Your goal
Begin at the line with "reading: 27 °C" and output every line through the end of the records, exactly as given. Omit pictures.

Data for processing
****************************************

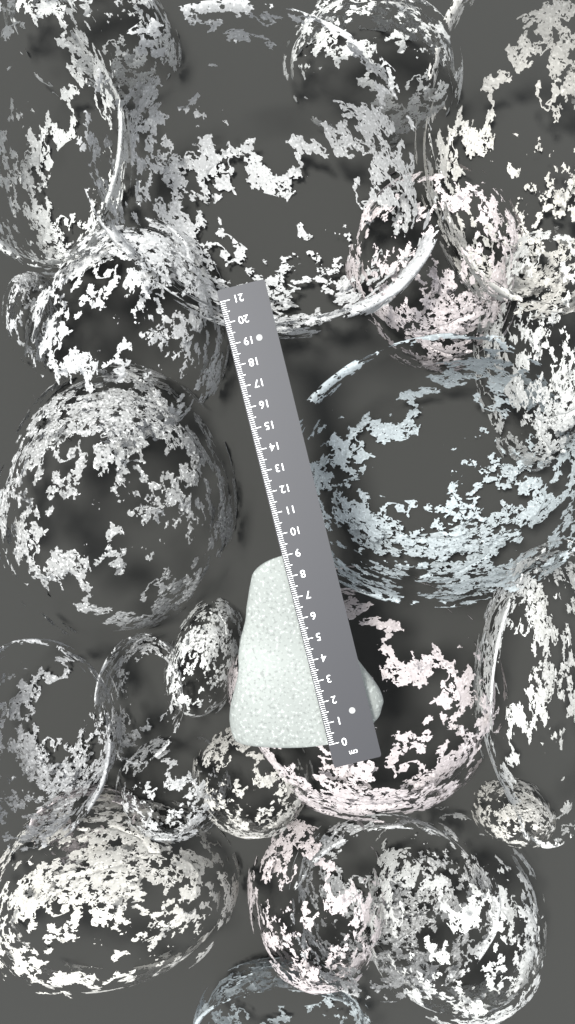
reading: 9.0 cm
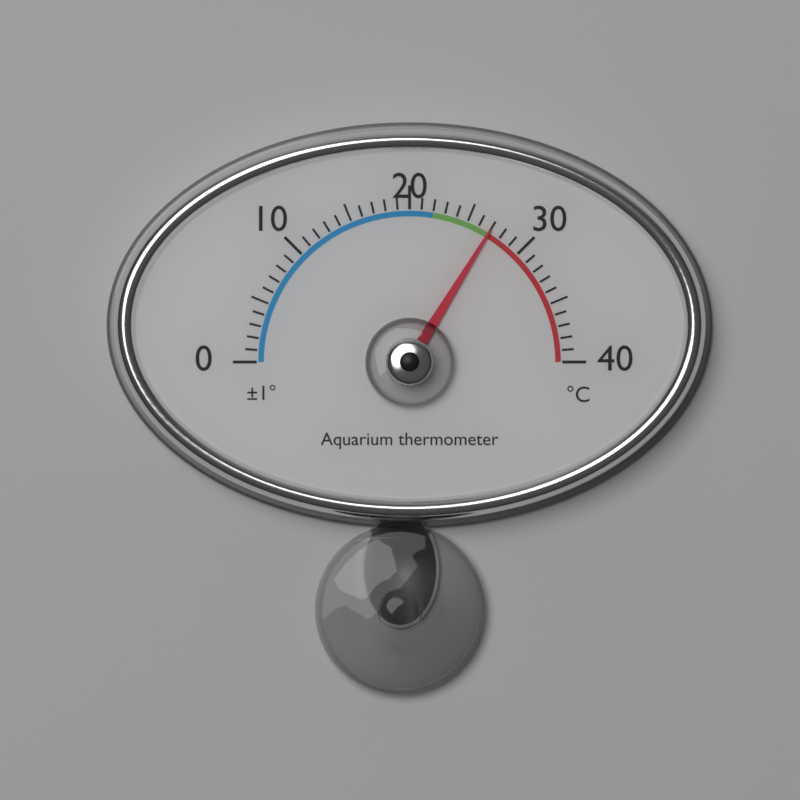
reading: 27 °C
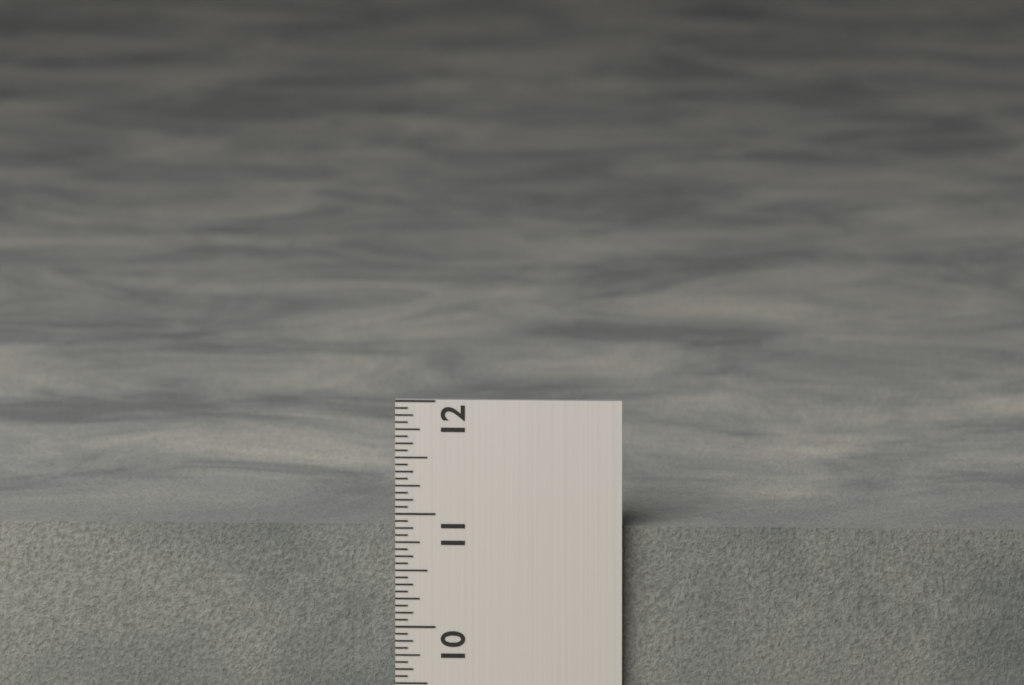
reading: 10.8750 in
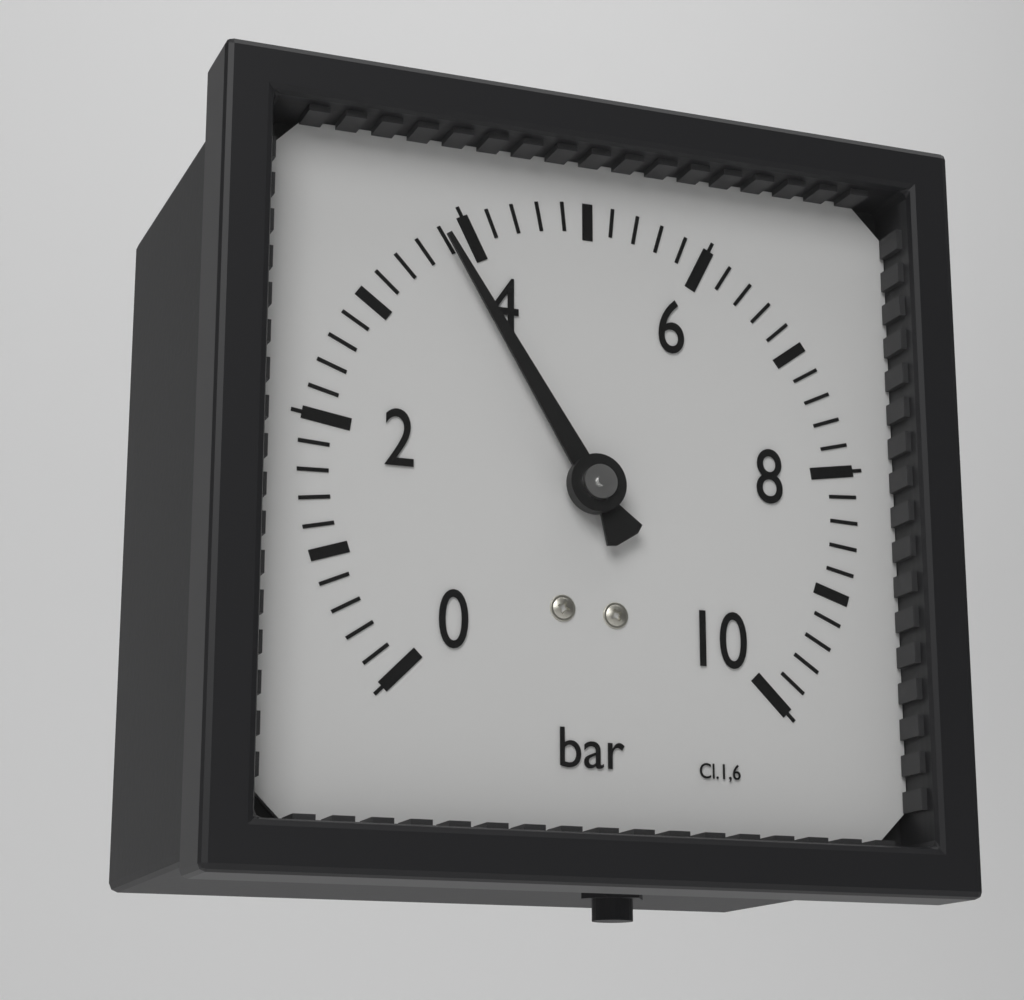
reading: 3.8 bar
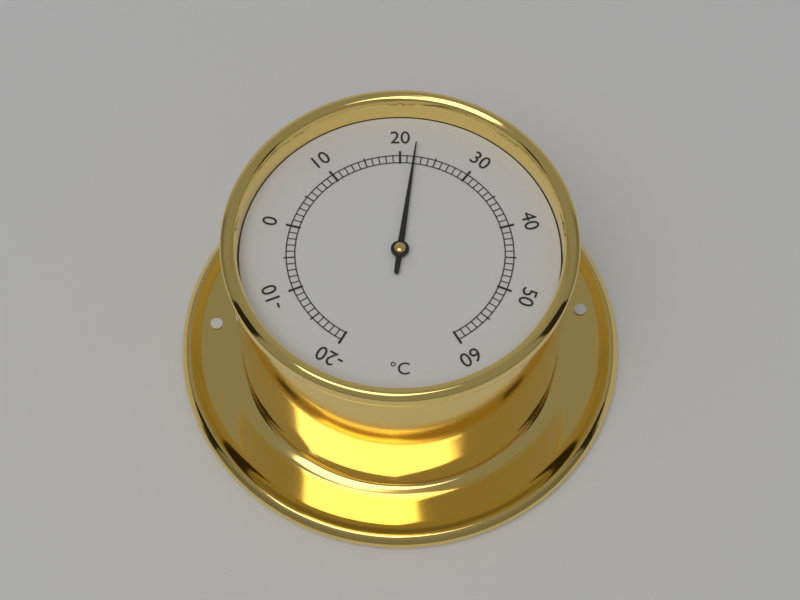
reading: 22 °C
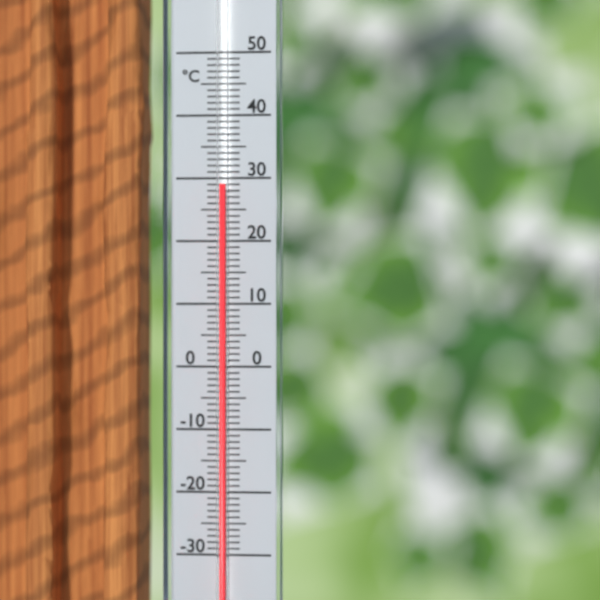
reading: 29 °C
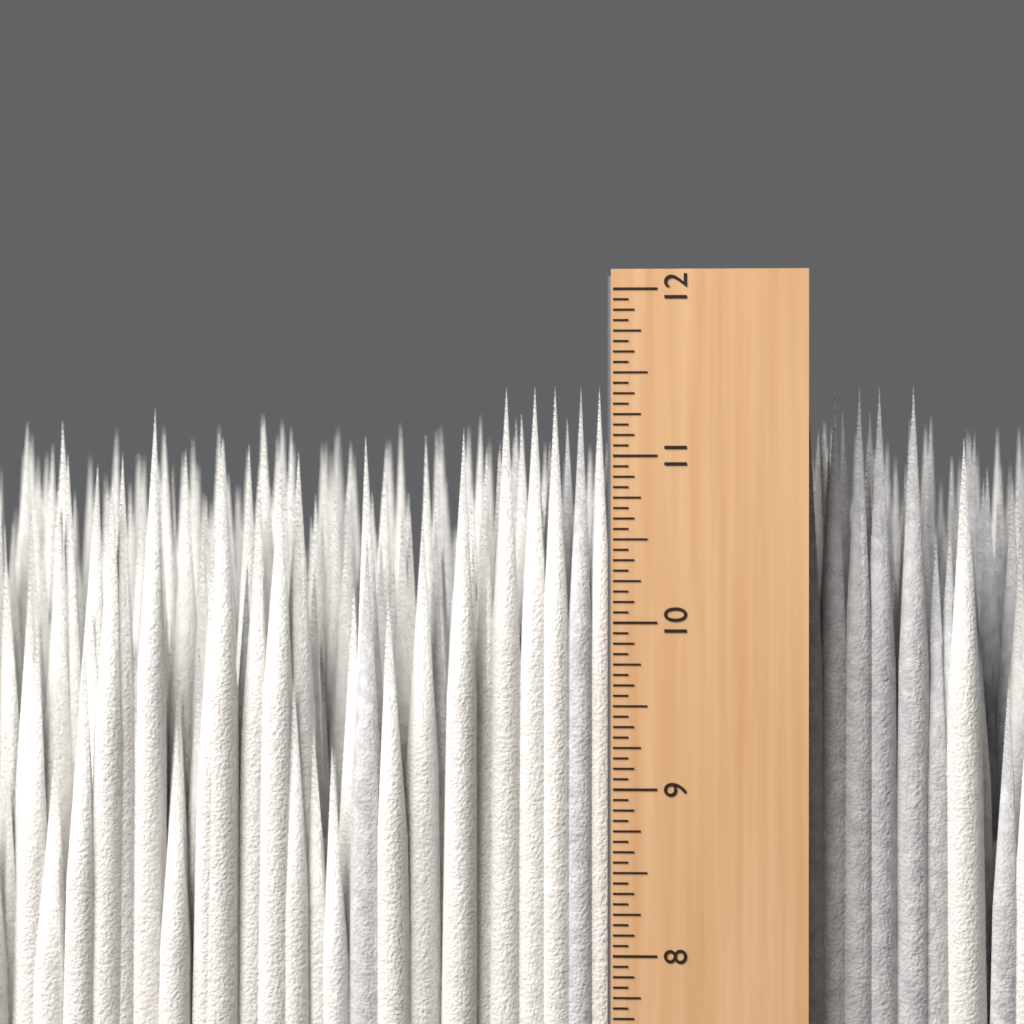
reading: 11.4375 in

****************************************

Answer space
reading: 27 °C
reading: 10.8750 in
reading: 3.8 bar
reading: 22 °C
reading: 29 °C
reading: 11.4375 in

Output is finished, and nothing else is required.